If Big Hotel felt like the band homing in on their prowess and energy, Desert So Green explores the limits of their sound, seeing what new styles they can dive into, deconstruct, and rebuild. The result is both the band's most experimental and cohesive record to date, a mass of cosmic krautrock, dreary ambient synths, and eerie avant-garde touches that guarantee any conventional song structure or form could never take root.
Miri Tyler of DC punks Ekko Astral told us about five of her favorite bands from the DC-area, past and present: Ekko Astral's most recent album was 2024's Pink Balloons, one of our favorite albums of that year. They've released some singles since then, most recently last month's "horseglue," which takes them into noise rock territory. Watch the video for that below.
As we become more comfortable in the digital world, our tolerance for any discomfort in the physical world seems to decrease. We stand in the corner at the party looking at our phones to avoid making small talk; we let our eyes flit between screens to smother any thought that we might otherwise have to sit with alone. If this is what we do for fun, then what does work look like?
The album opens with a reading of Douglas Dunn's The Kaleidoscope, a poem about being trapped in a cycle of grief, as sparse drums boom arhythmically alongside bursts of noise and a low metallic drone. As it transitions into the distant shriek of vocalist / guitarist Chip King, "A Lament" sputters in fits and starts as it struggles to take flight.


▶ [Assignment]
The answer must be an exact copy of the records, with no pictures in it.

Data entries for graphics
++++

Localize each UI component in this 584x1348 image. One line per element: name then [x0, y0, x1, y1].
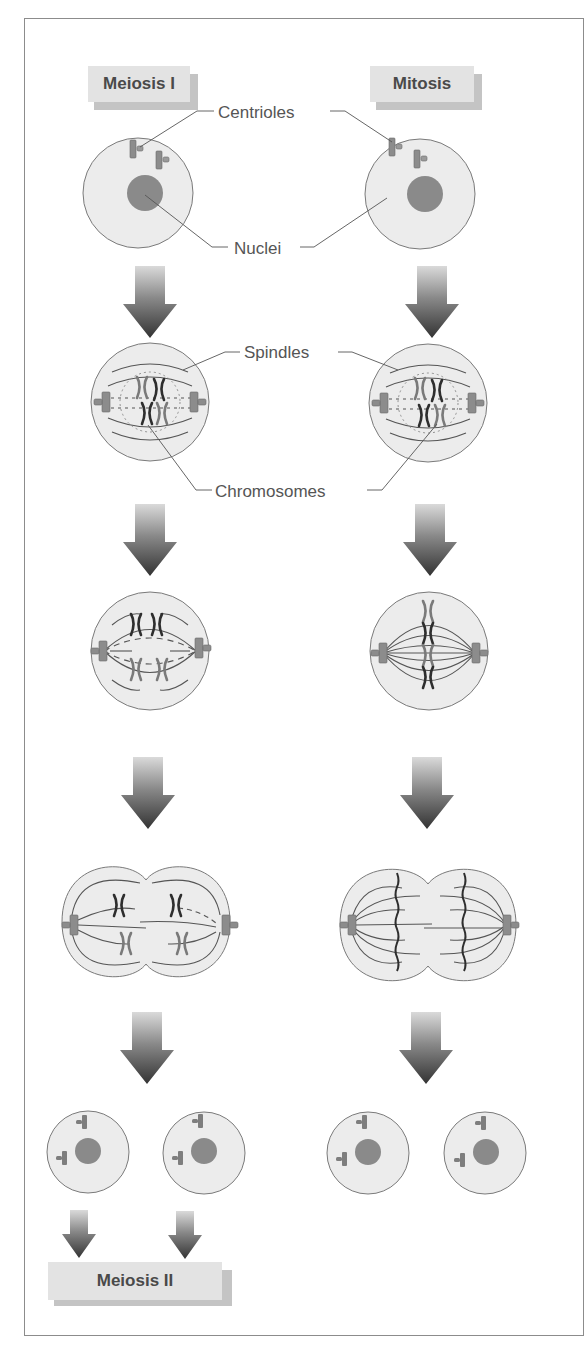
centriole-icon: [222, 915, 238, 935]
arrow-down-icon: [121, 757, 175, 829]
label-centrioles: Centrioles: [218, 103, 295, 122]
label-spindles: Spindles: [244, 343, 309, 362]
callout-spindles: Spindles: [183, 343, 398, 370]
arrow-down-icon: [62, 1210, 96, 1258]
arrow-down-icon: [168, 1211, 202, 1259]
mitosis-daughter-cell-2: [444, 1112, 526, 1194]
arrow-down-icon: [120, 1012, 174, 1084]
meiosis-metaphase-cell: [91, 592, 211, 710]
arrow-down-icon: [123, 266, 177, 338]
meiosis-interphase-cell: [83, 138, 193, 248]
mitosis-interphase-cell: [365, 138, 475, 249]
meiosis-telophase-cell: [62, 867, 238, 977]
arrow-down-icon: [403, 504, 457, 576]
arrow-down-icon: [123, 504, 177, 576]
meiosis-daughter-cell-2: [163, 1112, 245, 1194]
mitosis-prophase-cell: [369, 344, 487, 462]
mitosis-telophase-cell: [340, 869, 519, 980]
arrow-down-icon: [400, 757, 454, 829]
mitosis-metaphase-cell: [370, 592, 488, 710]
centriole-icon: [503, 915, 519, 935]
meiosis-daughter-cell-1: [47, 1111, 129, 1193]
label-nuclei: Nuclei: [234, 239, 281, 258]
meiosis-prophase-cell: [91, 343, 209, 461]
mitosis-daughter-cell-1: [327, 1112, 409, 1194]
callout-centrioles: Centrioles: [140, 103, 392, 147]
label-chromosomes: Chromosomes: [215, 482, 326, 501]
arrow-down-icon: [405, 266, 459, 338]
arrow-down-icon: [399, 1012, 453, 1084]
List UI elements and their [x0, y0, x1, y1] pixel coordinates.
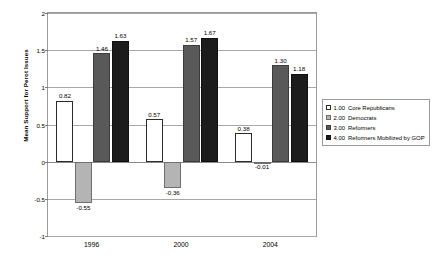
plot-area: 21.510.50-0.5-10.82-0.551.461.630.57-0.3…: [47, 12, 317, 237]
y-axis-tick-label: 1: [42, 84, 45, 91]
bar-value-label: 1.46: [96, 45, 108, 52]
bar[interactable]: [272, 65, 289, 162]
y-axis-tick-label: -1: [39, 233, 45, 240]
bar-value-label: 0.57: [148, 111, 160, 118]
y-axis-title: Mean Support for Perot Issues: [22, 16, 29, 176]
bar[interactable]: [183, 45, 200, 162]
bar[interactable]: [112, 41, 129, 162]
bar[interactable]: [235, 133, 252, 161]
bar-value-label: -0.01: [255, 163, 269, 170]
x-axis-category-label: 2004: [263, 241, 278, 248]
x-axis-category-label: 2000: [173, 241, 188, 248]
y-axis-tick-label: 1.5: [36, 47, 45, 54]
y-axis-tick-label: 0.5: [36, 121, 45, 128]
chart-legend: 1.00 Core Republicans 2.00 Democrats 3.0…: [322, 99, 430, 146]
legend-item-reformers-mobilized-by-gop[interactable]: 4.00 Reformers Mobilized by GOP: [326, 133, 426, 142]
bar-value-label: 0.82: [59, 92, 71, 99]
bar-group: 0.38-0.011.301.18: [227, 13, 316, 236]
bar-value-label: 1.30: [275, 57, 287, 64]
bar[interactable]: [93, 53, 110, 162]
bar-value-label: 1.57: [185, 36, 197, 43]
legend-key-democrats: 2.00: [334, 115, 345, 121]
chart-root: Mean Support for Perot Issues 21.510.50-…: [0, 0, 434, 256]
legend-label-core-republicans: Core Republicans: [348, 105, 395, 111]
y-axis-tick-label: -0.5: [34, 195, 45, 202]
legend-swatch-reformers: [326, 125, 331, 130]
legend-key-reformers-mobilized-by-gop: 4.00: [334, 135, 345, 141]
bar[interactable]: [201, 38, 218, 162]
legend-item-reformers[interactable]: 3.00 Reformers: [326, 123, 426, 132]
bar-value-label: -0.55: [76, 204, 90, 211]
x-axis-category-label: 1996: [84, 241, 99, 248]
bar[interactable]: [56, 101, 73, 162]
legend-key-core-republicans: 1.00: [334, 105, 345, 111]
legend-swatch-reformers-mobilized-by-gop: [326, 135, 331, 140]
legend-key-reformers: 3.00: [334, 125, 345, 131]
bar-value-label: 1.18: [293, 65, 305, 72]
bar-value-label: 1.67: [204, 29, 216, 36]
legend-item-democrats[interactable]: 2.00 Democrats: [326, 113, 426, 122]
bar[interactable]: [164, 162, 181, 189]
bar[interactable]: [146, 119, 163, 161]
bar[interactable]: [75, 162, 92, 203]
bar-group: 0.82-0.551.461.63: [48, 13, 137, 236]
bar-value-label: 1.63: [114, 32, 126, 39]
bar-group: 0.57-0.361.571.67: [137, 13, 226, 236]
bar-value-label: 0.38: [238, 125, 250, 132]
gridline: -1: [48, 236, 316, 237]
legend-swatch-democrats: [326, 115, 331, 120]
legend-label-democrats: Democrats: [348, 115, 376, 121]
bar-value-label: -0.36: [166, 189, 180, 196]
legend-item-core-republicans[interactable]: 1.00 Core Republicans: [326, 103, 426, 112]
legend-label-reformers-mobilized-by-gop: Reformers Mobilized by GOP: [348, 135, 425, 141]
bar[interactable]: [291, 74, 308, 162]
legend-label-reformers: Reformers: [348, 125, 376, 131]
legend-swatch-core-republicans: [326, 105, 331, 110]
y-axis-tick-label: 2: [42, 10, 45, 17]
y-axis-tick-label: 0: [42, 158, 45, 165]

++++

▶ [Answer to this problem]
Localize each UI component in this 584x1348 image. One line per element: name then [x0, y0, x1, y1].
centriole-icon: [222, 915, 238, 935]
arrow-down-icon: [121, 757, 175, 829]
label-centrioles: Centrioles: [218, 103, 295, 122]
label-spindles: Spindles: [244, 343, 309, 362]
callout-spindles: Spindles: [183, 343, 398, 370]
arrow-down-icon: [62, 1210, 96, 1258]
arrow-down-icon: [168, 1211, 202, 1259]
mitosis-daughter-cell-2: [444, 1112, 526, 1194]
arrow-down-icon: [120, 1012, 174, 1084]
meiosis-metaphase-cell: [91, 592, 211, 710]
arrow-down-icon: [123, 266, 177, 338]
meiosis-interphase-cell: [83, 138, 193, 248]
mitosis-interphase-cell: [365, 138, 475, 249]
meiosis-telophase-cell: [62, 867, 238, 977]
arrow-down-icon: [403, 504, 457, 576]
arrow-down-icon: [123, 504, 177, 576]
meiosis-daughter-cell-2: [163, 1112, 245, 1194]
mitosis-prophase-cell: [369, 344, 487, 462]
mitosis-telophase-cell: [340, 869, 519, 980]
arrow-down-icon: [400, 757, 454, 829]
mitosis-metaphase-cell: [370, 592, 488, 710]
centriole-icon: [503, 915, 519, 935]
meiosis-daughter-cell-1: [47, 1111, 129, 1193]
label-nuclei: Nuclei: [234, 239, 281, 258]
meiosis-prophase-cell: [91, 343, 209, 461]
mitosis-daughter-cell-1: [327, 1112, 409, 1194]
callout-centrioles: Centrioles: [140, 103, 392, 147]
label-chromosomes: Chromosomes: [215, 482, 326, 501]
arrow-down-icon: [405, 266, 459, 338]
arrow-down-icon: [399, 1012, 453, 1084]
List UI elements and their [x0, y0, x1, y1] pixel coordinates.
plot-area: 21.510.50-0.5-10.82-0.551.461.630.57-0.3…: [47, 12, 317, 237]
y-axis-tick-label: 1: [42, 84, 45, 91]
bar-value-label: 1.46: [96, 45, 108, 52]
bar[interactable]: [272, 65, 289, 162]
y-axis-tick-label: -1: [39, 233, 45, 240]
bar-value-label: 0.57: [148, 111, 160, 118]
y-axis-title: Mean Support for Perot Issues: [22, 16, 29, 176]
bar[interactable]: [183, 45, 200, 162]
bar[interactable]: [112, 41, 129, 162]
bar[interactable]: [235, 133, 252, 161]
bar-value-label: -0.01: [255, 163, 269, 170]
x-axis-category-label: 2004: [263, 241, 278, 248]
x-axis-category-label: 2000: [173, 241, 188, 248]
y-axis-tick-label: 1.5: [36, 47, 45, 54]
y-axis-tick-label: 0.5: [36, 121, 45, 128]
chart-legend: 1.00 Core Republicans 2.00 Democrats 3.0…: [322, 99, 430, 146]
legend-item-reformers-mobilized-by-gop[interactable]: 4.00 Reformers Mobilized by GOP: [326, 133, 426, 142]
bar-value-label: 0.82: [59, 92, 71, 99]
bar-group: 0.38-0.011.301.18: [227, 13, 316, 236]
bar-value-label: 1.30: [275, 57, 287, 64]
bar[interactable]: [93, 53, 110, 162]
bar-value-label: 1.57: [185, 36, 197, 43]
legend-key-democrats: 2.00: [334, 115, 345, 121]
chart-root: Mean Support for Perot Issues 21.510.50-…: [0, 0, 434, 256]
legend-label-core-republicans: Core Republicans: [348, 105, 395, 111]
y-axis-tick-label: -0.5: [34, 195, 45, 202]
legend-swatch-reformers: [326, 125, 331, 130]
legend-key-reformers-mobilized-by-gop: 4.00: [334, 135, 345, 141]
bar[interactable]: [201, 38, 218, 162]
legend-item-reformers[interactable]: 3.00 Reformers: [326, 123, 426, 132]
bar-value-label: -0.55: [76, 204, 90, 211]
x-axis-category-label: 1996: [84, 241, 99, 248]
bar[interactable]: [56, 101, 73, 162]
legend-key-core-republicans: 1.00: [334, 105, 345, 111]
legend-swatch-reformers-mobilized-by-gop: [326, 135, 331, 140]
legend-key-reformers: 3.00: [334, 125, 345, 131]
bar-value-label: 1.18: [293, 65, 305, 72]
bar-value-label: 1.67: [204, 29, 216, 36]
legend-item-democrats[interactable]: 2.00 Democrats: [326, 113, 426, 122]
bar[interactable]: [164, 162, 181, 189]
bar[interactable]: [146, 119, 163, 161]
bar[interactable]: [75, 162, 92, 203]
bar-group: 0.82-0.551.461.63: [48, 13, 137, 236]
bar-value-label: 1.63: [114, 32, 126, 39]
bar-group: 0.57-0.361.571.67: [137, 13, 226, 236]
bar-value-label: 0.38: [238, 125, 250, 132]
gridline: -1: [48, 236, 316, 237]
legend-swatch-democrats: [326, 115, 331, 120]
legend-label-democrats: Democrats: [348, 115, 376, 121]
bar-value-label: -0.36: [166, 189, 180, 196]
legend-item-core-republicans[interactable]: 1.00 Core Republicans: [326, 103, 426, 112]
legend-label-reformers-mobilized-by-gop: Reformers Mobilized by GOP: [348, 135, 425, 141]
bar[interactable]: [291, 74, 308, 162]
legend-label-reformers: Reformers: [348, 125, 376, 131]
legend-swatch-core-republicans: [326, 105, 331, 110]
y-axis-tick-label: 2: [42, 10, 45, 17]
y-axis-tick-label: 0: [42, 158, 45, 165]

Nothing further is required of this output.